This post starts with what might seem as a discussion about computing, but is actually a poor man’s discussion about philosophy of science and has nothing to do with computing, it is much more applicable to biology, economics and sociology.
Lets be honest, computer scientists are trained to work for banks and insurance companies, to make web sites, software for cars and things like that. Those domains are actually very simple. A bank might be a gigantic institution, but it is possible to capture, granted with a lot a effort, all its processes inside a computer program. This creates a mental setting: Everything that we need to know is possible to be known: we just decide when to stop.
Now think about those simplistic (this is an understatement) mathematical and computational models for scientific problems (differential equations, Monte Carlo processes, Markov Chains, …). They model the “important parts” of the issue under study. These models are much simpler than the models working in computers to sustain day to day banking chores. Somehow it strikes me as strange that something as mechanic as a bank needs a more complex model than “nature”.
In the context of nature and making mathematical and computational models about it, I have a few things in mind:
First of all, in many problems in the natural world we don’t know what are the important parts to start with. This is very different from the “bank mentality” when you can know everything if you try hard. In my personal case, when I model malarial artesunate resistance, I am modeling something that people speculate how it works, and even if the speculation is correct most of the fundamental parameters are unknown. I am still to read a paper modeling something related to malarial drug use that doesn’t have a phrase like: “the relation between this value is and reality is assumed to be this (no citation - or citing something unpublished - or rationale provided)”.
But the cornerstone of my reasoning is that, in complex processes, the devil is in the details and in the interactions between participating factors (most of which we
are unaware of). Soft sciences are holistic by nature. The property of the whole system comes from the everything and everywhere. The “banking” and “hard science” mentality are no good here, we cannot know everything, what we know is probably not enough, and most simplifications will lose something fundamental.
Does this means that I am suggesting that we should stop modeling and all theoretical work? By no means, but we should refocus:
- This is not hard science, don’t try to mask it as such. Hard rules, sensitivity analysis are mostly artifacts to make things look more “serious” and more “demonstrated”. This is biology (or even “worse”, economy or sociology), you don’t c.q.d. here.
- Think you can forecast the future? You think you can… thaen bring me a always correct forecast of the weather in 2 months and I will listen to you. Most models that exist to forecast the future are there because they are very hard to disprove TODAY: climate (as opposed to weather) models, epidemiology, … . The vast majority of models that can be tested fail (think mathematical finance and the current subprime crisis in the USA, think weather predictions…).
- Theoretical work, although not being able predict the future (or explain the past) might help create a cognitive and linguistic framework for discussion: present the fundamental concepts and narratives underlying the research process, make the discourse clearer, less cloudy, point dangerous imprecisions. This is actually the inverse that what happens now: theoreticians speak in a language that most people struggle to understand.
- Theoretical work can create interesting questions for field scientists to try to answer: It is the precise inversion of what happens now: We don’t want models that are
cheated to lookrealistic. We want reasonable models that fail miserably so that we can ask field scientists: This is failing, why do you think this happens? Have you considered this other hypothesis? What about testing it?
<sarcasm>
The existing modeling culture is quite good in the current scientific setting: Makes theoreticians look intelligent with all those complicated mathematics and computer programs (and associated publications) and excuses “practical” scientists of even trying to use their brains: They just apply the existing theory in a process that is more industrial then creative to their research questions. The biggest example that I know of this is phylogenetic analysis: Get data from the field, compute a mutation model from the premise that a small genetic distance is better, burn CPU cycles, publish - You don’t even need a human for this - a trained monkey is probably enough.
</sarcasm>
In economics things are a bit worse: elaborate game theories and such are presented as a “hard, undisputed” justification for an economic theory serving some nice agenda. Nothing more than a authoritarian argument.
PS - If you work in an hard science like physics or chemistry you might be thinking that I am smoking something very strong. I don’t think that this post applies to hard sciences, that is a different game altogether.











Tiago
Great post. I am a quantum chemist by training, so I guess my background is more in the hard sciences. That said, I do think you are right in many ways.
Most problems that computers are used to solve are, at least in principle, limit bound and can can be addressed completely. One of the challenges, at least in my limited knowledge, for addressing natural systems is the sheer number of variables. The question I have always had is this. Is there a minimum number of variables required to reasonably model a natural system. If so, then is it just a question of compute power. Or is, by definition, the number of variables indeterminate, which pretty much means that the only option is negative control (not necessarily a bad thing).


**INSTRUCTIONS FOR THE TASK**
Only lines containing the word "square" are needed; pull them out of the material.

-- DATA FOR THIS EXERCISE follows --

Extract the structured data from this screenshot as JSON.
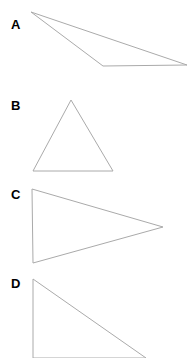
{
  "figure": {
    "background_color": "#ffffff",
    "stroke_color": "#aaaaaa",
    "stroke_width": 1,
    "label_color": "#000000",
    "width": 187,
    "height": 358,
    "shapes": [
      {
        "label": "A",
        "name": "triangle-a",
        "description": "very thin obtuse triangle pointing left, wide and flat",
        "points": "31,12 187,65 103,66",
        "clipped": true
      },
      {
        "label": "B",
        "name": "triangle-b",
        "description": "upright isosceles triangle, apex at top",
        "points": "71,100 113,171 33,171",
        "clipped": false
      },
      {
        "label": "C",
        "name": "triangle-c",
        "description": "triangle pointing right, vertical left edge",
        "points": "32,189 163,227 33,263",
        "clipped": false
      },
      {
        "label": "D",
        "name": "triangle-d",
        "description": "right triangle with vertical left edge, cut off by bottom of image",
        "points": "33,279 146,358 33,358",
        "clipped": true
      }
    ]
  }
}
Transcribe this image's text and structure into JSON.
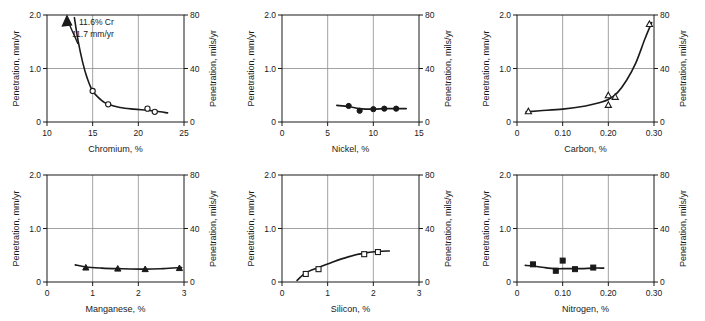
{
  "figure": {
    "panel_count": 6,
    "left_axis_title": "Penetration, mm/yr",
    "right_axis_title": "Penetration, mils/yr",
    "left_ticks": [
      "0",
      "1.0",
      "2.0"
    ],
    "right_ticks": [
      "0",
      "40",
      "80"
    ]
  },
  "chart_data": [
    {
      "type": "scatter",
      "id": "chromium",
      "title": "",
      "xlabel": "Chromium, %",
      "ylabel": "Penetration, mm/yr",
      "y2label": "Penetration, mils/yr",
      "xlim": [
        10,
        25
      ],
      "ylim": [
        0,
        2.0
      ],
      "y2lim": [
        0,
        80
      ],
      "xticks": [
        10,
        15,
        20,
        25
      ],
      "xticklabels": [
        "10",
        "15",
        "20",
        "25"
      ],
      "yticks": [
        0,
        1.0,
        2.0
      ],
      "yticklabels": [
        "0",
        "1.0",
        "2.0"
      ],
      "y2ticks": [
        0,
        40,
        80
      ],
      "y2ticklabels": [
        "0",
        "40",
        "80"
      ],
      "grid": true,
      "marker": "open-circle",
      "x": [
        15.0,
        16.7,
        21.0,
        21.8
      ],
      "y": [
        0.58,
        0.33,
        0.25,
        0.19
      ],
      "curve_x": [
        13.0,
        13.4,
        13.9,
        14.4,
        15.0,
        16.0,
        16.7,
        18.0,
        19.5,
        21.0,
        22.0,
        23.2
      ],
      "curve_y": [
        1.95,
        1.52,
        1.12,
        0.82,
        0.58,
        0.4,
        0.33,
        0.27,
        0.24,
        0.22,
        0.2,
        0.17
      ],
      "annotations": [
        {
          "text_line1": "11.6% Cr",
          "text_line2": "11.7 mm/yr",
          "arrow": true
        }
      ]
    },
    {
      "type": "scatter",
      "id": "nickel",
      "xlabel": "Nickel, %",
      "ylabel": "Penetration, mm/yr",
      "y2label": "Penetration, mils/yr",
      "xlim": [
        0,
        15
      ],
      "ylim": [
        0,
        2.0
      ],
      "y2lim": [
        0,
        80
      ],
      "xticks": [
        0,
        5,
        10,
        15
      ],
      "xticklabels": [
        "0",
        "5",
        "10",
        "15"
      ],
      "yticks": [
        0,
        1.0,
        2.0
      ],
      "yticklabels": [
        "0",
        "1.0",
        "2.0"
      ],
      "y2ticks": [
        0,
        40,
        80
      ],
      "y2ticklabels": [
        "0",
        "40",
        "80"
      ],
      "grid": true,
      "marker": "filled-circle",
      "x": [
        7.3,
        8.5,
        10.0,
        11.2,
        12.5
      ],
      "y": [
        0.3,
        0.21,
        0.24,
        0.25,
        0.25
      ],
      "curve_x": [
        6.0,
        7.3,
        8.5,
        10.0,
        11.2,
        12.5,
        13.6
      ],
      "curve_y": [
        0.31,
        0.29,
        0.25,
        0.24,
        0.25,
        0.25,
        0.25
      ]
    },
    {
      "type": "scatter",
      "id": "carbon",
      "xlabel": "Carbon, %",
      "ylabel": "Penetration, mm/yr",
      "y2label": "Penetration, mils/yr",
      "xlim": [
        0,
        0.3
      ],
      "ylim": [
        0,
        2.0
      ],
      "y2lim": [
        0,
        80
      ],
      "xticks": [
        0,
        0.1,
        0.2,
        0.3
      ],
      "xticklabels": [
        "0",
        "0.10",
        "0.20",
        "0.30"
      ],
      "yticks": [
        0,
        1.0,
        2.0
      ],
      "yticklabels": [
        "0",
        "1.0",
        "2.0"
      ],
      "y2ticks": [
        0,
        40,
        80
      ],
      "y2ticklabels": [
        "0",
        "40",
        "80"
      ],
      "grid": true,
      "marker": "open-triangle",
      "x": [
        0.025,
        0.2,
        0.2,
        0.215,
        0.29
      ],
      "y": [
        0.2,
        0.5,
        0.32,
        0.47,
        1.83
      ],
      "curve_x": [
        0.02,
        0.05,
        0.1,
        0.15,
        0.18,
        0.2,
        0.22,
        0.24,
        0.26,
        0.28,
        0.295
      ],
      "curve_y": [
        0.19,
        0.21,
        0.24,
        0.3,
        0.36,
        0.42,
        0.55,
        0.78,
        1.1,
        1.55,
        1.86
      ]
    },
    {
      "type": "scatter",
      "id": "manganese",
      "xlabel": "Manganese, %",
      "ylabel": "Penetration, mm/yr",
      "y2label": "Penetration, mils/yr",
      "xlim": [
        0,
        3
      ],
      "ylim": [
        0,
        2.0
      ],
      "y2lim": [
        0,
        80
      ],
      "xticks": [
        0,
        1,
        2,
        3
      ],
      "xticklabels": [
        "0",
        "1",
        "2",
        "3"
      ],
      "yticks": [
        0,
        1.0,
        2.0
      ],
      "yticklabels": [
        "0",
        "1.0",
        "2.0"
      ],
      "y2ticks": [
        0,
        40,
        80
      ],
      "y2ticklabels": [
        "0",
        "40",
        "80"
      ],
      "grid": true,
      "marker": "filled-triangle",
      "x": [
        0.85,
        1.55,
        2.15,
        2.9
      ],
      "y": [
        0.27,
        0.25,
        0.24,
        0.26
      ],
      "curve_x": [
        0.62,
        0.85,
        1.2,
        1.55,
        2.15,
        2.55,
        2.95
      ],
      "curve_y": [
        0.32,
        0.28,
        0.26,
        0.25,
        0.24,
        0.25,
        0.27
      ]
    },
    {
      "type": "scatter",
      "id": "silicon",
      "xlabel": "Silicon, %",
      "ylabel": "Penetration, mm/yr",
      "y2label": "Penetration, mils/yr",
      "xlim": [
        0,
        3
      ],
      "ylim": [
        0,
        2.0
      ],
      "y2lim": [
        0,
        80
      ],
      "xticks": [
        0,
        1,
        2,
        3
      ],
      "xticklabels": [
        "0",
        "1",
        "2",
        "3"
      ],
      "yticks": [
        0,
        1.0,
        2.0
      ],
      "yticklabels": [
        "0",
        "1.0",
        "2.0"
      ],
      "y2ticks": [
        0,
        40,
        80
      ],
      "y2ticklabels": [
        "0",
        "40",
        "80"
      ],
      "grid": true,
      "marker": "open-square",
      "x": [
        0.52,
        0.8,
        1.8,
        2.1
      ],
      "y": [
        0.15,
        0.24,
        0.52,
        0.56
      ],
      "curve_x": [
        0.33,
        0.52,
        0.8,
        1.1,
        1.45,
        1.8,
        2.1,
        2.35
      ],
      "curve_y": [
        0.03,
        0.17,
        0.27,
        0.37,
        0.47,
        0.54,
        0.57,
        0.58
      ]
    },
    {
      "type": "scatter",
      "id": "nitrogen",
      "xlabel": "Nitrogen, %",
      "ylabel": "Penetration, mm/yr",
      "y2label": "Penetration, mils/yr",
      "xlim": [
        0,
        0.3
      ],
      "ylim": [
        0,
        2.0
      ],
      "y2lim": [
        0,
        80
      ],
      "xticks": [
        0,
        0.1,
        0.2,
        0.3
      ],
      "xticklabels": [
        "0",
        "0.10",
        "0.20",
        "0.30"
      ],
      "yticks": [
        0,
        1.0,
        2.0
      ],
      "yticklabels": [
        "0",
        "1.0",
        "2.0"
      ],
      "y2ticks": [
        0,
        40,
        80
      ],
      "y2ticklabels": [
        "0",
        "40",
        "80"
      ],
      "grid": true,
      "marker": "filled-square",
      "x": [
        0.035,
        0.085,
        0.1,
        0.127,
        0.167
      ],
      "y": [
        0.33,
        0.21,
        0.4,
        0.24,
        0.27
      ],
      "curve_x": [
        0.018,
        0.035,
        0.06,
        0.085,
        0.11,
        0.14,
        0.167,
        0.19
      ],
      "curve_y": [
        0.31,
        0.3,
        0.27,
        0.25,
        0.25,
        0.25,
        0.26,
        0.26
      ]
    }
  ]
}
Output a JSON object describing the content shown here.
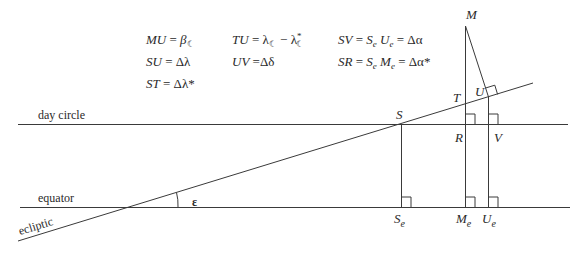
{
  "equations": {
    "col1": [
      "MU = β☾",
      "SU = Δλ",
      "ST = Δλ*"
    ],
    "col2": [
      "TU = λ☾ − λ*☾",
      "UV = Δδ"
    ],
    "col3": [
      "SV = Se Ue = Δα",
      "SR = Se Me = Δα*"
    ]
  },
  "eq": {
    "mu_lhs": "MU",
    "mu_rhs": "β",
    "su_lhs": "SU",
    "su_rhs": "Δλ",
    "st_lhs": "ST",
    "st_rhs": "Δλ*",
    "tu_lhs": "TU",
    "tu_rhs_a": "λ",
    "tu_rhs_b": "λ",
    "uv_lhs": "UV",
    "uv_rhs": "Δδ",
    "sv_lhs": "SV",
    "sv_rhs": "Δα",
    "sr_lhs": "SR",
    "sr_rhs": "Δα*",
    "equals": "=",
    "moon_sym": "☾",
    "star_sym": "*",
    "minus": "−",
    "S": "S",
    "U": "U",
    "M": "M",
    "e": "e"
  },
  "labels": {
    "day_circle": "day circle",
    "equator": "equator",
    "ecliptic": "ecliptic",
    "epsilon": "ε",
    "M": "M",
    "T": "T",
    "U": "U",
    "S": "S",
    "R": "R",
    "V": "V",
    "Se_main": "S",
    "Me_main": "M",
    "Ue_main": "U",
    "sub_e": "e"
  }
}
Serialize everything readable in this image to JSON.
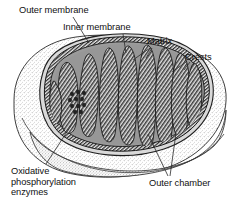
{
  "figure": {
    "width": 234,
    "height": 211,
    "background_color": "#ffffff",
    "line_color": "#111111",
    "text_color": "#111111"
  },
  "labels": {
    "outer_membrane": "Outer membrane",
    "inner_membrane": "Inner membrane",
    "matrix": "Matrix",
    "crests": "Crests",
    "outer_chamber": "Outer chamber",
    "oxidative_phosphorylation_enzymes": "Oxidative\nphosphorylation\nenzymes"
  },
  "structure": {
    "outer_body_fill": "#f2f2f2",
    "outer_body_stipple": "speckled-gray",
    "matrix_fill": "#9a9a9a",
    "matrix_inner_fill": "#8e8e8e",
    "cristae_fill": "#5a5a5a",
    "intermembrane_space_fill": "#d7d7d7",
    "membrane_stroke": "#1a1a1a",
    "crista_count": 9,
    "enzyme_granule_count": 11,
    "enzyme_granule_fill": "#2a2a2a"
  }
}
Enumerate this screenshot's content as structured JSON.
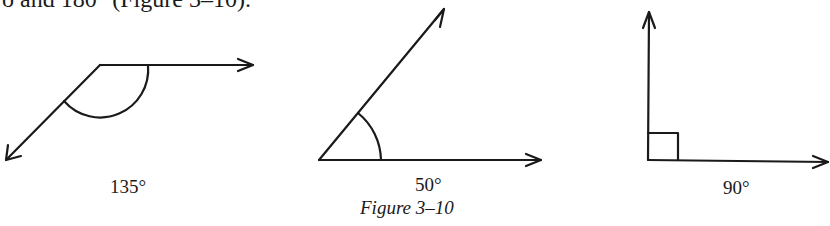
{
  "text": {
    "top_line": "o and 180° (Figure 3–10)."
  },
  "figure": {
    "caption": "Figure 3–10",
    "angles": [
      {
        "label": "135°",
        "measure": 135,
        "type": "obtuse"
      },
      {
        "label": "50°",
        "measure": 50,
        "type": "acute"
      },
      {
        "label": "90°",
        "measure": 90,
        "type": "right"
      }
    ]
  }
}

-- DATA FOR THIS EXERCISE concluded --

**OUTPUT OF THE EXERCISE**
      "marker": "open-square",
      "marker": "filled-square",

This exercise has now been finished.